HC Deb 14 December 1967 vol 756 cc616-7
28. Mr. Hugh Jenkins

asked the Secretary of State for the Home Department upon what estimate of the number of survivors in the event of a major nuclear attack on this country he bases the civil defence of the United Kingdom.

Mr. Ennals

I would refer my hon. Friend to the reply given to him on 26th October —[Vol. 751, c. 517.]

Mr. Jenkins

Is my hon. Friend aware that my right hon. Friend the Secretary of State for Defence said in this House last year that in the event of a thermonuclear exchange life on this island would be extinct within three days? Will he get together with his right hon. Friend?
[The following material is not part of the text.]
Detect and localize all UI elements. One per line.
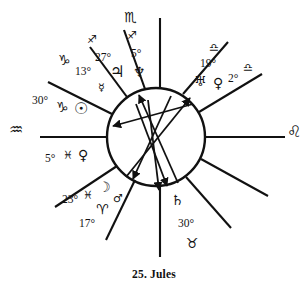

One of them must be right and the other wrong, and I suspect that he is wrong and is wasting public money on an entirely useless exercise.

Mr. Ennals

My right hon. Friend, when he made the statement on 4th March, 1965, did so in the context of a thermo-nuclear war in which we were supposed to be tackling the Soviet Union single-handed. He made it clear that this was a highly unlikely event, so that the comments he made are not really relevant. There would undoubtedly be very serious devastation, but there would be life on this island. Civil defence is necessary in order to prevent casualties, for the treatment of the injured and in order to provide survivors with a means of life.